I would like to see devectorized code of some expression say here obj.mask = exp.(1.0im*lambda*obj.dt/2.); How one could print a generic expression in devectorized form in Julia?
I don't think that what you ask for exists (please proof me wrong if I'm mistaken!). The best you can do is use #code_lowered, #code_typed, #code_llvm, #code_native macros (in particular #code_lowered) to see what happens to your Julia code snippet. However, as Julia isn't translating all dots to explicit for loops internally, non of these snippets will show you a for-loop version of your code.
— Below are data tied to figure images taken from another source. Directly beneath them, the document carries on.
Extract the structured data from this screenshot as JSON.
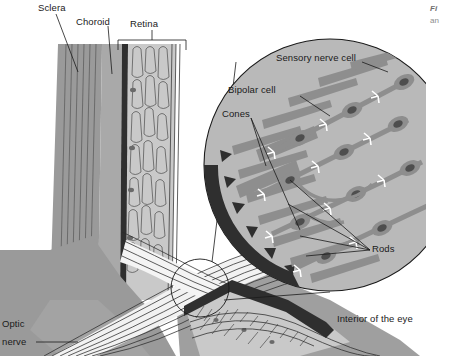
{
  "figure": {
    "type": "anatomical-diagram",
    "background_color": "#ffffff"
  },
  "palette": {
    "sclera": "#9a9a9a",
    "choroid": "#a9a9a9",
    "pigment_layer": "#2f2f2f",
    "retina": "#c9c9c9",
    "inset_fill": "#b9b9b9",
    "cell_gray": "#8e8e8e",
    "nucleus": "#5e5e5e",
    "line": "#1a1a1a",
    "white": "#ffffff"
  },
  "labels": {
    "sclera": "Sclera",
    "choroid": "Choroid",
    "retina": "Retina",
    "optic_nerve_line1": "Optic",
    "optic_nerve_line2": "nerve",
    "interior": "Interior of the eye"
  },
  "inset_labels": {
    "sensory_nerve_cell": "Sensory nerve cell",
    "bipolar_cell": "Bipolar cell",
    "cones": "Cones",
    "rods": "Rods"
  },
  "caption": {
    "line1": "Fi",
    "line2": "an"
  }
}
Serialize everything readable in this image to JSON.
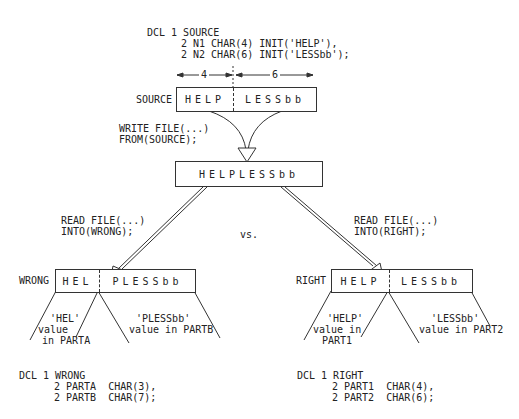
{
  "source_decl": {
    "line1": "DCL 1 SOURCE",
    "line2": "2 N1 CHAR(4) INIT('HELP'),",
    "line3": "2 N2 CHAR(6) INIT('LESSbb');"
  },
  "dimensions": {
    "left": "4",
    "right": "6"
  },
  "source_box": {
    "label": "SOURCE",
    "part1": "HELP",
    "part2": "LESSbb"
  },
  "write_stmt": {
    "line1": "WRITE FILE(...)",
    "line2": "FROM(SOURCE);"
  },
  "file_record": {
    "value": "HELPLESSbb"
  },
  "read_wrong": {
    "line1": "READ FILE(...)",
    "line2": "INTO(WRONG);"
  },
  "read_right": {
    "line1": "READ FILE(...)",
    "line2": "INTO(RIGHT);"
  },
  "vs_label": "vs.",
  "wrong_box": {
    "label": "WRONG",
    "part1": "HEL",
    "part2": "PLESSbb"
  },
  "right_box": {
    "label": "RIGHT",
    "part1": "HELP",
    "part2": "LESSbb"
  },
  "wrong_annotations": {
    "parta_l1": "'HEL'",
    "parta_l2": "value",
    "parta_l3": "in PARTA",
    "partb_l1": "'PLESSbb'",
    "partb_l2": "value in PARTB"
  },
  "right_annotations": {
    "part1_l1": "'HELP'",
    "part1_l2": "value in",
    "part1_l3": "PART1",
    "part2_l1": "'LESSbb'",
    "part2_l2": "value in PART2"
  },
  "wrong_decl": {
    "line1": "DCL 1 WRONG",
    "line2": "2 PARTA  CHAR(3),",
    "line3": "2 PARTB  CHAR(7);"
  },
  "right_decl": {
    "line1": "DCL 1 RIGHT",
    "line2": "2 PART1  CHAR(4),",
    "line3": "2 PART2  CHAR(6);"
  }
}
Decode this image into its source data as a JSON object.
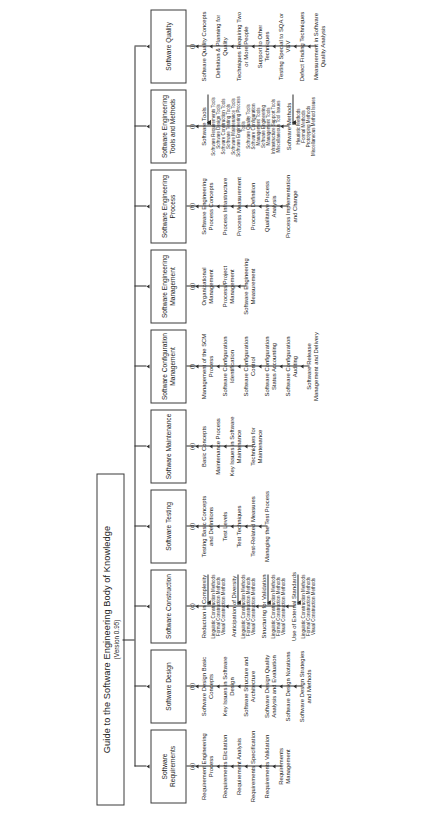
{
  "diagram": {
    "type": "tree",
    "orientation": "rotated-90-ccw",
    "root": {
      "title": "Guide to the Software Engineering Body of Knowledge",
      "version": "(Version 0.95)"
    },
    "knowledge_areas": [
      {
        "tag": "(a)",
        "title": "Software Requirements",
        "topics": [
          {
            "label": "Requirement Engineering Process"
          },
          {
            "label": "Requirements Elicitation"
          },
          {
            "label": "Requirement Analysis"
          },
          {
            "label": "Requirements Specification"
          },
          {
            "label": "Requirements Validation"
          },
          {
            "label": "Requirements Management"
          }
        ]
      },
      {
        "tag": "(b)",
        "title": "Software Design",
        "topics": [
          {
            "label": "Software Design Basic Concepts"
          },
          {
            "label": "Key Issues in Software Design"
          },
          {
            "label": "Software Structure and Architecture"
          },
          {
            "label": "Software Design Quality Analysis and Evaluation"
          },
          {
            "label": "Software Design Notations"
          },
          {
            "label": "Software Design Strategies and Methods"
          }
        ]
      },
      {
        "tag": "(c)",
        "title": "Software Construction",
        "topics": [
          {
            "label": "Reduction in Complexity",
            "children": [
              "Linguistic Construction Methods",
              "Formal Construction Methods",
              "Visual Construction Methods"
            ]
          },
          {
            "label": "Anticipation of Diversity",
            "children": [
              "Linguistic Construction Methods",
              "Formal Construction Methods",
              "Visual Construction Methods"
            ]
          },
          {
            "label": "Structuring for Validation",
            "children": [
              "Linguistic Construction Methods",
              "Formal Construction Methods",
              "Visual Construction Methods"
            ]
          },
          {
            "label": "Use of External Standards",
            "children": [
              "Linguistic Construction Methods",
              "Formal Construction Methods",
              "Visual Construction Methods"
            ]
          }
        ]
      },
      {
        "tag": "(d)",
        "title": "Software Testing",
        "topics": [
          {
            "label": "Testing Basic Concepts and Definitions"
          },
          {
            "label": "Test Levels"
          },
          {
            "label": "Test Techniques"
          },
          {
            "label": "Test-Related Measures"
          },
          {
            "label": "Managing the Test Process"
          }
        ]
      },
      {
        "tag": "(e)",
        "title": "Software Maintenance",
        "topics": [
          {
            "label": "Basic Concepts"
          },
          {
            "label": "Maintenance Process"
          },
          {
            "label": "Key Issues in Software Maintenance"
          },
          {
            "label": "Techniques for Maintenance"
          }
        ]
      },
      {
        "tag": "(f)",
        "title": "Software Configuration Management",
        "topics": [
          {
            "label": "Management of the SCM Process"
          },
          {
            "label": "Software Configuration Identification"
          },
          {
            "label": "Software Configuration Control"
          },
          {
            "label": "Software Configuration Status Accounting"
          },
          {
            "label": "Software Configuration Auditing"
          },
          {
            "label": "Software Release Management and Delivery"
          }
        ]
      },
      {
        "tag": "(g)",
        "title": "Software Engineering Management",
        "topics": [
          {
            "label": "Organizational Management"
          },
          {
            "label": "Process/Project Management"
          },
          {
            "label": "Software Engineering Measurement"
          }
        ]
      },
      {
        "tag": "(h)",
        "title": "Software Engineering Process",
        "topics": [
          {
            "label": "Software Engineering Process Concepts"
          },
          {
            "label": "Process Infrastructure"
          },
          {
            "label": "Process Measurement"
          },
          {
            "label": "Process Definition"
          },
          {
            "label": "Qualitative Process Analysis"
          },
          {
            "label": "Process Implementation and Change"
          }
        ]
      },
      {
        "tag": "(i)",
        "title": "Software Engineering Tools and Methods",
        "topics": [
          {
            "label": "Software Tools",
            "children": [
              "Software Requirements Tools",
              "Software Design Tools",
              "Software Construction Tools",
              "Software Testing Tools",
              "Software Maintenance Tools",
              "Software Engineering Process Tools",
              "Software Quality Tools",
              "Software Configuration Management Tools",
              "Software Engineering Management Tools",
              "Infrastructure Support Tools",
              "Miscellaneous Tool Issues"
            ]
          },
          {
            "label": "Software Methods",
            "children": [
              "Heuristic Methods",
              "Formal Methods",
              "Prototyping Methods",
              "Miscellaneous Method Issues"
            ]
          }
        ]
      },
      {
        "tag": "(j)",
        "title": "Software Quality",
        "topics": [
          {
            "label": "Software Quality Concepts"
          },
          {
            "label": "Definition & Planning for Quality"
          },
          {
            "label": "Techniques Requiring Two or More People"
          },
          {
            "label": "Support to Other Techniques"
          },
          {
            "label": "Testing Special to SQA or V&V"
          },
          {
            "label": "Defect Finding Techniques"
          },
          {
            "label": "Measurement in Software Quality Analysis"
          }
        ]
      }
    ]
  },
  "colors": {
    "line": "#2b2b2b",
    "box_border": "#3a3a3a",
    "background": "#ffffff",
    "text": "#1c1c1c"
  }
}
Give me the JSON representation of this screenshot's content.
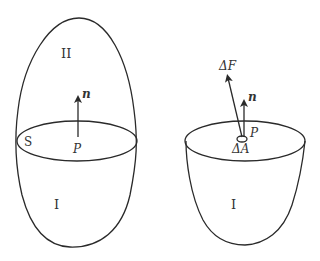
{
  "left_figure": {
    "region_upper_label": "II",
    "region_lower_label": "I",
    "surface_label": "S",
    "point_label": "P",
    "normal_label": "n"
  },
  "right_figure": {
    "region_label": "I",
    "point_label": "P",
    "normal_label": "n",
    "force_label": "ΔF",
    "area_label": "ΔA"
  },
  "colors": {
    "stroke": "#2a2a2a",
    "text": "#333333",
    "background": "#ffffff"
  }
}
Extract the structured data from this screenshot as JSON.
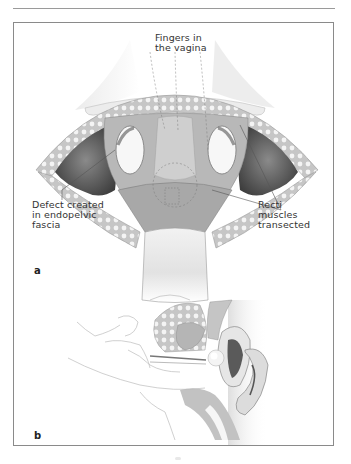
{
  "figure": {
    "panel_a": {
      "letter": "a",
      "labels": {
        "fingers": "Fingers in\nthe vagina",
        "defect": "Defect created\nin endopelvic\nfascia",
        "recti": "Recti\nmuscles\ntransected"
      }
    },
    "panel_b": {
      "letter": "b"
    },
    "colors": {
      "frame": "#8a8a8a",
      "rule": "#9a9a9a",
      "tissue_dark": "#5a5a5a",
      "tissue_mid": "#9a9a9a",
      "tissue_light": "#d8d8d8",
      "fat_pattern": "#c9c9c9",
      "label_text": "#333333"
    }
  }
}
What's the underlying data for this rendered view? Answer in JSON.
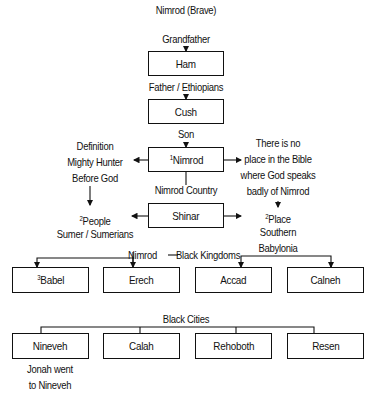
{
  "title": "Nimrod (Brave)",
  "lineage": {
    "grandfather_label": "Grandfather",
    "grandfather": "Ham",
    "father_label": "Father / Ethiopians",
    "father": "Cush",
    "son_label": "Son",
    "son_sup": "1",
    "son": "Nimrod",
    "country_label": "Nimrod Country",
    "country": "Shinar"
  },
  "left_notes": {
    "definition": [
      "Definition",
      "Mighty Hunter",
      "Before God"
    ],
    "people_sup": "2",
    "people": [
      "People",
      "Sumer / Sumerians"
    ]
  },
  "right_notes": {
    "statement": [
      "There is no",
      "place in the Bible",
      "where God speaks",
      "badly of Nimrod"
    ],
    "place_sup": "2",
    "place": [
      "Place",
      "Southern",
      "Babylonia"
    ]
  },
  "kingdoms": {
    "label_left": "Nimrod",
    "label_dash": "—",
    "label_right": "Black Kingdoms",
    "items": [
      {
        "sup": "3",
        "name": "Babel"
      },
      {
        "sup": "",
        "name": "Erech"
      },
      {
        "sup": "",
        "name": "Accad"
      },
      {
        "sup": "",
        "name": "Calneh"
      }
    ]
  },
  "cities": {
    "label": "Black Cities",
    "items": [
      {
        "name": "Nineveh"
      },
      {
        "name": "Calah"
      },
      {
        "name": "Rehoboth"
      },
      {
        "name": "Resen"
      }
    ],
    "note": [
      "Jonah went",
      "to Nineveh"
    ]
  },
  "colors": {
    "line": "#111111",
    "background": "#ffffff"
  }
}
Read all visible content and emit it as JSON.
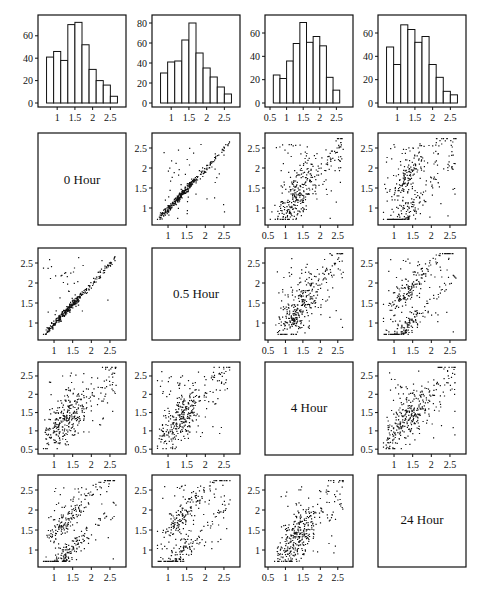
{
  "chart_data": {
    "type": "scatter-matrix",
    "title": "",
    "variables": [
      "0 Hour",
      "0.5 Hour",
      "4 Hour",
      "24 Hour"
    ],
    "diagonal_labels": [
      "0 Hour",
      "0.5 Hour",
      "4 Hour",
      "24 Hour"
    ],
    "histograms": [
      {
        "variable": "0 Hour",
        "bin_edges": [
          0.7,
          0.9,
          1.1,
          1.3,
          1.5,
          1.7,
          1.9,
          2.1,
          2.3,
          2.5,
          2.7
        ],
        "counts": [
          41,
          46,
          38,
          70,
          72,
          52,
          30,
          20,
          16,
          6
        ],
        "yticks": [
          0,
          20,
          40,
          60
        ],
        "ylim": [
          0,
          75
        ],
        "xticks": [
          1,
          1.5,
          2,
          2.5
        ],
        "xlim": [
          0.6,
          2.8
        ]
      },
      {
        "variable": "0.5 Hour",
        "bin_edges": [
          0.7,
          0.9,
          1.1,
          1.3,
          1.5,
          1.7,
          1.9,
          2.1,
          2.3,
          2.5,
          2.7
        ],
        "counts": [
          30,
          41,
          42,
          63,
          80,
          50,
          35,
          26,
          16,
          9
        ],
        "yticks": [
          0,
          20,
          40,
          60,
          80
        ],
        "ylim": [
          0,
          84
        ],
        "xticks": [
          1,
          1.5,
          2,
          2.5
        ],
        "xlim": [
          0.6,
          2.8
        ]
      },
      {
        "variable": "4 Hour",
        "bin_edges": [
          0.6,
          0.8,
          1.0,
          1.2,
          1.4,
          1.6,
          1.8,
          2.0,
          2.2,
          2.4,
          2.6,
          2.8
        ],
        "counts": [
          24,
          21,
          36,
          51,
          69,
          52,
          57,
          49,
          22,
          11
        ],
        "yticks": [
          0,
          20,
          40,
          60
        ],
        "ylim": [
          0,
          72
        ],
        "xticks": [
          0.5,
          1,
          1.5,
          2,
          2.5
        ],
        "xlim": [
          0.5,
          2.85
        ]
      },
      {
        "variable": "24 Hour",
        "bin_edges": [
          0.7,
          0.9,
          1.1,
          1.3,
          1.5,
          1.7,
          1.9,
          2.1,
          2.3,
          2.5,
          2.7
        ],
        "counts": [
          48,
          33,
          67,
          63,
          52,
          57,
          33,
          22,
          10,
          7
        ],
        "yticks": [
          0,
          20,
          40,
          60
        ],
        "ylim": [
          0,
          72
        ],
        "xticks": [
          1,
          1.5,
          2,
          2.5
        ],
        "xlim": [
          0.6,
          2.8
        ]
      }
    ],
    "scatter_panels": [
      {
        "row": "0 Hour",
        "col": "0.5 Hour",
        "correlation": "very strong positive (near y=x)",
        "xticks": [
          1,
          1.5,
          2,
          2.5
        ],
        "yticks": [
          1,
          1.5,
          2,
          2.5
        ]
      },
      {
        "row": "0 Hour",
        "col": "4 Hour",
        "correlation": "moderate positive",
        "xticks": [
          0.5,
          1,
          1.5,
          2,
          2.5
        ],
        "yticks": [
          1,
          1.5,
          2,
          2.5
        ]
      },
      {
        "row": "0 Hour",
        "col": "24 Hour",
        "correlation": "weak positive, two clusters",
        "xticks": [
          1,
          1.5,
          2,
          2.5
        ],
        "yticks": [
          1,
          1.5,
          2,
          2.5
        ]
      },
      {
        "row": "0.5 Hour",
        "col": "0 Hour",
        "correlation": "very strong positive (near y=x)",
        "xticks": [
          1,
          1.5,
          2,
          2.5
        ],
        "yticks": [
          1,
          1.5,
          2,
          2.5
        ]
      },
      {
        "row": "0.5 Hour",
        "col": "4 Hour",
        "correlation": "moderate positive",
        "xticks": [
          0.5,
          1,
          1.5,
          2,
          2.5
        ],
        "yticks": [
          1,
          1.5,
          2,
          2.5
        ]
      },
      {
        "row": "0.5 Hour",
        "col": "24 Hour",
        "correlation": "weak positive, two bands",
        "xticks": [
          1,
          1.5,
          2,
          2.5
        ],
        "yticks": [
          1,
          1.5,
          2,
          2.5
        ]
      },
      {
        "row": "4 Hour",
        "col": "0 Hour",
        "correlation": "moderate positive",
        "xticks": [
          1,
          1.5,
          2,
          2.5
        ],
        "yticks": [
          0.5,
          1,
          1.5,
          2,
          2.5
        ]
      },
      {
        "row": "4 Hour",
        "col": "0.5 Hour",
        "correlation": "moderate positive",
        "xticks": [
          1,
          1.5,
          2,
          2.5
        ],
        "yticks": [
          0.5,
          1,
          1.5,
          2,
          2.5
        ]
      },
      {
        "row": "4 Hour",
        "col": "24 Hour",
        "correlation": "moderate positive",
        "xticks": [
          1,
          1.5,
          2,
          2.5
        ],
        "yticks": [
          0.5,
          1,
          1.5,
          2,
          2.5
        ]
      },
      {
        "row": "24 Hour",
        "col": "0 Hour",
        "correlation": "weak positive, two bands",
        "xticks": [
          1,
          1.5,
          2,
          2.5
        ],
        "yticks": [
          1,
          1.5,
          2,
          2.5
        ]
      },
      {
        "row": "24 Hour",
        "col": "0.5 Hour",
        "correlation": "weak positive, two bands",
        "xticks": [
          1,
          1.5,
          2,
          2.5
        ],
        "yticks": [
          1,
          1.5,
          2,
          2.5
        ]
      },
      {
        "row": "24 Hour",
        "col": "4 Hour",
        "correlation": "moderate positive",
        "xticks": [
          0.5,
          1,
          1.5,
          2,
          2.5
        ],
        "yticks": [
          1,
          1.5,
          2,
          2.5
        ]
      }
    ],
    "xlabel": "",
    "ylabel": "",
    "grid": false,
    "legend": null
  },
  "panels": {
    "diag": {
      "d0": "0 Hour",
      "d1": "0.5 Hour",
      "d2": "4 Hour",
      "d3": "24 Hour"
    }
  }
}
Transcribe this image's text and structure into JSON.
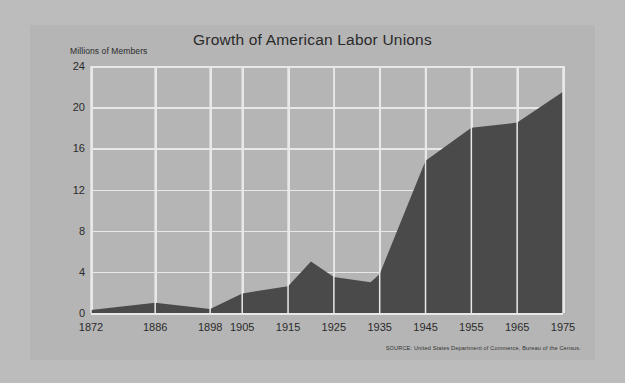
{
  "card": {
    "background_color": "#b5b5b5",
    "page_background_color": "#bcbcbc"
  },
  "chart_data": {
    "type": "area",
    "title": "Growth of American Labor Unions",
    "ylabel": "Millions of Members",
    "xlabel": "",
    "ylim": [
      0,
      24
    ],
    "yticks": [
      0,
      4,
      8,
      12,
      16,
      20,
      24
    ],
    "ytick_labels": [
      "0",
      "4",
      "8",
      "12",
      "16",
      "20",
      "24"
    ],
    "categories": [
      "1872",
      "1886",
      "1898",
      "1905",
      "1915",
      "1925",
      "1935",
      "1945",
      "1955",
      "1965",
      "1975"
    ],
    "x": [
      1872,
      1886,
      1898,
      1905,
      1915,
      1925,
      1935,
      1945,
      1955,
      1965,
      1975
    ],
    "xtick_labels": [
      "1872",
      "1886",
      "1898",
      "1905",
      "1915",
      "1925",
      "1935",
      "1945",
      "1955",
      "1965",
      "1975"
    ],
    "values": [
      0.3,
      1.0,
      0.4,
      1.9,
      2.6,
      3.5,
      3.8,
      14.8,
      18.0,
      18.5,
      21.5
    ],
    "interior_points": [
      {
        "x": 1920,
        "value": 5.0,
        "note": "post-WWI peak"
      },
      {
        "x": 1933,
        "value": 3.0,
        "note": "Depression trough"
      }
    ],
    "series": [
      {
        "name": "Union membership",
        "values": [
          0.3,
          1.0,
          0.4,
          1.9,
          2.6,
          3.5,
          3.8,
          14.8,
          18.0,
          18.5,
          21.5
        ]
      }
    ],
    "grid": true,
    "gridline_color": "#e8e8e8",
    "area_color": "#4a4a4a",
    "legend": "none",
    "legend_position": "none",
    "units": "millions of members",
    "source": "SOURCE: United States Department of Commerce, Bureau of the Census."
  }
}
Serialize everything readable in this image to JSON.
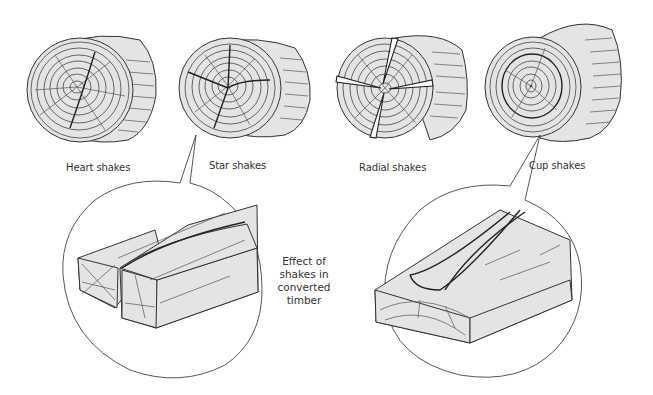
{
  "figure": {
    "colors": {
      "wood_fill": "#e4e4e4",
      "line": "#333333",
      "background": "#ffffff"
    },
    "logs": [
      {
        "id": "heart",
        "label": "Heart shakes"
      },
      {
        "id": "star",
        "label": "Star shakes"
      },
      {
        "id": "radial",
        "label": "Radial shakes"
      },
      {
        "id": "cup",
        "label": "Cup shakes"
      }
    ],
    "details": [
      {
        "id": "star-detail",
        "source": "Star shakes",
        "description": "Converted timber section with star shake split"
      },
      {
        "id": "cup-detail",
        "source": "Cup shakes",
        "description": "Converted timber section with cup shake separation"
      }
    ],
    "caption_lines": [
      "Effect of",
      "shakes in",
      "converted",
      "timber"
    ]
  }
}
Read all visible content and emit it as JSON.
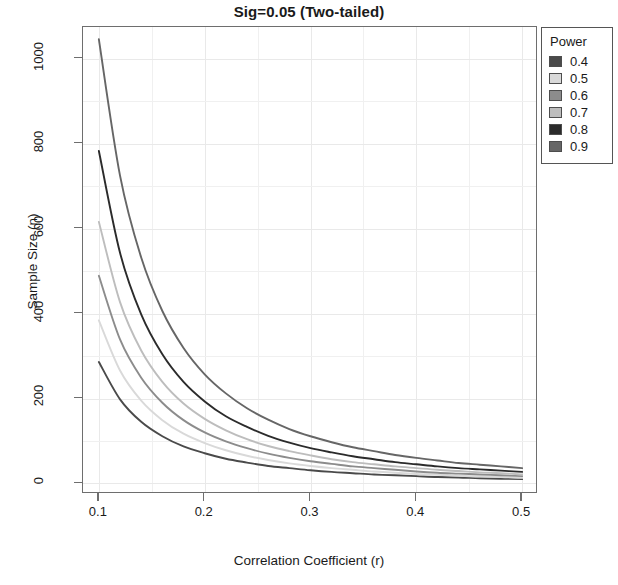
{
  "chart_data": {
    "type": "line",
    "title": "Sig=0.05 (Two-tailed)",
    "xlabel": "Correlation Coefficient (r)",
    "ylabel": "Sample Size (n)",
    "xlim": [
      0.085,
      0.515
    ],
    "ylim": [
      -25,
      1075
    ],
    "xticks": [
      "0.1",
      "0.2",
      "0.3",
      "0.4",
      "0.5"
    ],
    "xtick_values": [
      0.1,
      0.2,
      0.3,
      0.4,
      0.5
    ],
    "yticks": [
      "0",
      "200",
      "400",
      "600",
      "800",
      "1000"
    ],
    "ytick_values": [
      0,
      200,
      400,
      600,
      800,
      1000
    ],
    "grid": true,
    "legend_position": "top-right",
    "legend_title": "Power",
    "x": [
      0.1,
      0.12,
      0.14,
      0.16,
      0.18,
      0.2,
      0.22,
      0.24,
      0.26,
      0.28,
      0.3,
      0.32,
      0.34,
      0.36,
      0.38,
      0.4,
      0.42,
      0.44,
      0.46,
      0.48,
      0.5
    ],
    "series": [
      {
        "name": "0.4",
        "color": "#4a4a4a",
        "values": [
          286,
          198,
          145,
          111,
          87,
          71,
          58,
          49,
          41,
          36,
          31,
          27,
          24,
          21,
          19,
          17,
          15,
          14,
          12,
          11,
          10
        ]
      },
      {
        "name": "0.5",
        "color": "#d9d9d9",
        "values": [
          384,
          266,
          195,
          149,
          117,
          95,
          78,
          65,
          55,
          47,
          41,
          36,
          32,
          28,
          25,
          22,
          20,
          18,
          16,
          15,
          13
        ]
      },
      {
        "name": "0.6",
        "color": "#8c8c8c",
        "values": [
          489,
          339,
          249,
          190,
          149,
          120,
          99,
          83,
          70,
          60,
          52,
          46,
          40,
          36,
          32,
          28,
          25,
          23,
          21,
          19,
          17
        ]
      },
      {
        "name": "0.7",
        "color": "#bdbdbd",
        "values": [
          616,
          427,
          313,
          239,
          188,
          152,
          125,
          104,
          88,
          76,
          66,
          57,
          50,
          45,
          40,
          36,
          32,
          29,
          26,
          24,
          21
        ]
      },
      {
        "name": "0.8",
        "color": "#2b2b2b",
        "values": [
          783,
          543,
          398,
          304,
          239,
          193,
          158,
          133,
          112,
          96,
          83,
          73,
          64,
          57,
          50,
          45,
          40,
          36,
          33,
          30,
          27
        ]
      },
      {
        "name": "0.9",
        "color": "#666666",
        "values": [
          1046,
          725,
          532,
          406,
          319,
          257,
          212,
          177,
          150,
          128,
          111,
          97,
          85,
          76,
          67,
          60,
          54,
          48,
          44,
          40,
          36
        ]
      }
    ]
  },
  "legend": {
    "title": "Power",
    "items": [
      {
        "label": "0.4"
      },
      {
        "label": "0.5"
      },
      {
        "label": "0.6"
      },
      {
        "label": "0.7"
      },
      {
        "label": "0.8"
      },
      {
        "label": "0.9"
      }
    ]
  }
}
Example: julia> a,b = rand(3), rand(3); julia> f(a,b) = a.*b f (generic function with 1 method) julia> #code_lowered f(a,b) CodeInfo( 1 1 ─ %1 = Base.Broadcast.materialize │ │ %2 = Base.Broadcast.broadcasted │ │ %3 = (%2)(Main.:*, a, b) │ │ %4 = (%1)(%3) │ └── return %4 │ ) So, Julia translates the .* into a Base.Broadcast.broadcasted call. Of course, we can go further and do julia> #which Base.Broadcast.broadcasted(Main.:*, a, b) broadcasted(f, arg1, arg2, args...) in Base.Broadcast at broadcast.jl:1139 and check broadcast.jl in line 1139 and so on to trace the actual broadcasted method that will be called (maybe Tim Holy's Rebugger is useful here :D). But as I said before, there won't be a for-loop in it. Instead you will find something like this: broadcasted(::DefaultArrayStyle{1}, ::typeof(*), r::AbstractRange, x::Number) = range(first(r)*x, step=step(r)*x, length=length(r)) broadcasted(::DefaultArrayStyle{1}, ::typeof(*), r::StepRangeLen{T}, x::Number) where {T} = StepRangeLen{typeof(T(r.ref)*x)}(r.ref*x, r.step*x, length(r), r.offset) broadcasted(::DefaultArrayStyle{1}, ::typeof(*), r::LinRange, x::Number) = LinRange(r.start * x, r.stop * x, r.len) Update Ok, eventually, I found for-loops in copyto! in broadcast.jl. But this is probably to deep into the rabbit hole.